Shidlovskii Commission
Shidlovskii Commission
a government commission formed in accordance with a ukase issued by Nicholas II on Jan. 29, 1905. The commission was established as a result of the events of January 9 (Bloody Sunday) and the ensuing growth of the revolutionary and strike movement. Its purpose was to “clarify without delay the causes of discontent among the workers of St. Petersburg and its suburbs and eliminate such causes in the future.”
Senator N. V. Shidlovskii was appointed to head the commission; its members were to be civil servants, factory owners, and deputies chosen from among the workers of St. Petersburg. Election of the deputies was to be a two-step process. First, electors would be chosen at the enterprises; then they, having formed nine production groups, would elect 50 deputies. On February 2 the St. Petersburg committee of the RSDLP adopted a resolution to strive for the selection of electors who supported the Bolsheviks. The electors would present detailed demands to the leaders of the commission setting forth the conditions for their participation in the commission; if the demands were not met, the electors would refuse to take part in the second stage of the elections and would thereby subvert the work of the commission. Candidates were also run by the Mensheviks, by remnants of G. A. Gapon’s Assembly of Russian Factory Workers of St. Petersburg, and by the left wing of the Union of Liberation.

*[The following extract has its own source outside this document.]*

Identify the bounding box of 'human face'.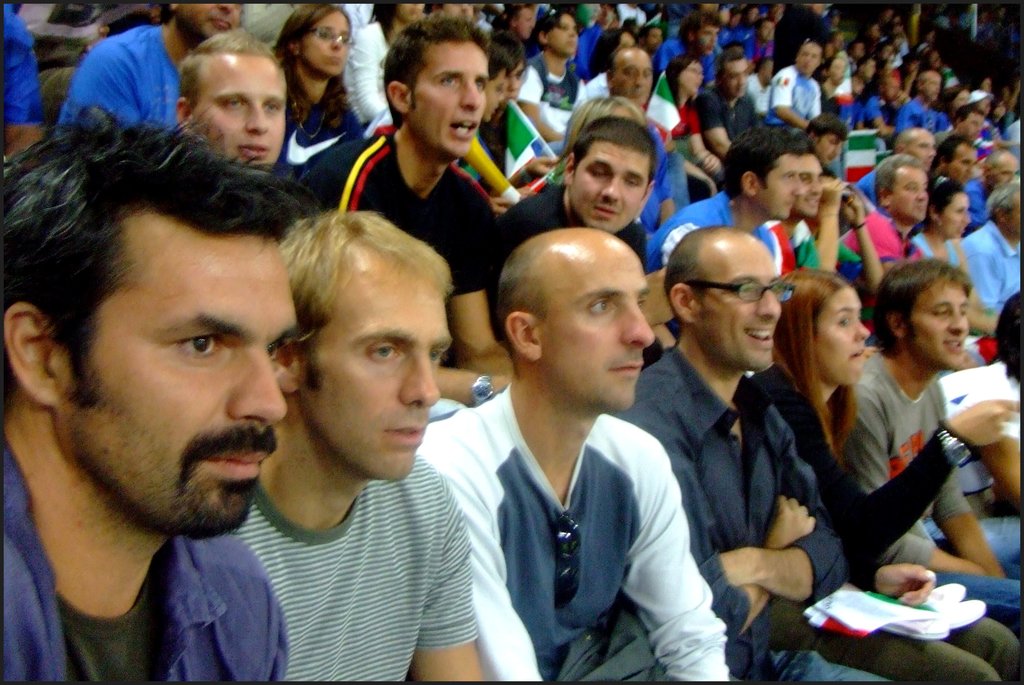
[x1=952, y1=89, x2=972, y2=111].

At a meeting of the electors on February 16 and 17, a decision was made under the influence of the Bolsheviks to demand that the government make public the sessions of the commission, grant freedom of speech, restore the 11 branches of Gapon’s assembly that had been disbanded, and free arrested comrades. On February 18, Shidlovskii rejected the demands as being outside the competence of the commission. In response, the electors of seven of the production groups refused to send deputies to the Shidlovskii Commission and called on the workers to strike.
On February 20, Shidlovskii submitted to Nicholas II a report acknowledging the failure of the commission. On the same day the Shidlovskii Commission was disbanded by a tsarist ukase.